Brainstorm for a few minutes a day with a pen and paper. Sketch daily. Create with your hands. Practice hand lettering with a pen and paper or a tablet and stylus. Open a thesaurus just for fun. Play word games. Then take your ideas to your chosen AI platform, give it strict parameters, and either wrestle with the output until it’s your own or copy/paste into a blank doc and edit away. AI shortcuts should not dampen your creative spark. Use your spark to ignite it instead.
That includes code. Our developers lead every build. AI is one tool in a deep kit, and knowing when to use it, when to override it, and when to throw it out entirely is a skill in itself.
For the Environment
As individuals, we can be intentional about when and how often we use AI tools. Not every task needs one. As businesses, we can ask harder questions of our vendors and platforms: Where are your servers? How are they cooled? What is your energy sourcing? We can support and signal-boost the companies building more responsible infrastructure (oh, hey, Infratech). We can factor environmental cost into our technology decisions the same way we factor price and performance. None of this requires abandoning the tools.
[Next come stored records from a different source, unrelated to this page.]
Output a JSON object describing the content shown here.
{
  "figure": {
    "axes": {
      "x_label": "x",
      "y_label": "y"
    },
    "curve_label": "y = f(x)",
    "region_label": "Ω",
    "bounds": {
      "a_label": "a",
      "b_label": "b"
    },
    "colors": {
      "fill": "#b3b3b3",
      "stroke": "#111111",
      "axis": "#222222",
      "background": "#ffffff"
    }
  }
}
It requires being honest that each tool we use has a cost, and deciding that the cost is worth managing.
For Businesses
Where it genuinely earns its keep is in the time-consuming operational work that quietly eats your team’s hours. Lead tracking. Moving prospects through the pipeline. Following up at the right moment. Flagging which leads are going cold and which ones are close to converting. Summarizing customer interactions so your sales team walks into every conversation informed. These are the places where AI creates real efficiency without touching the things that make your brand worth choosing.
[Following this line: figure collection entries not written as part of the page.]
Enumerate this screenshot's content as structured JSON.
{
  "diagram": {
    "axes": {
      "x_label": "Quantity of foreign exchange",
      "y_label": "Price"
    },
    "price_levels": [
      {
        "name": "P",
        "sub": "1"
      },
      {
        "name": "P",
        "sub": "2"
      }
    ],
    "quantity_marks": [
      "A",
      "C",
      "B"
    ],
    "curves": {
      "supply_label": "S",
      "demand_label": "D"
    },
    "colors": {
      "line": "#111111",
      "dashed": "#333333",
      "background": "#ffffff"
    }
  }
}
The creative and strategic work, your voice, your positioning, and the content your customers actually connect with still need people behind them. The businesses that get this right deliberately protect that line. They use AI to free up their team’s time and then put that time back into the work that actually requires human judgment.
The Goal: Use It Without Losing Yourself In It
Replace tasks. Not your team.
The businesses that get this right are the ones that understand and respect their team’s talents. They use AI to handle the repetitive, time-consuming, first-draft work that eats up valuable hours without adding much in return. And they put their people front and center.
We help businesses find their voice and build content that actually sounds like them. Let’s talk.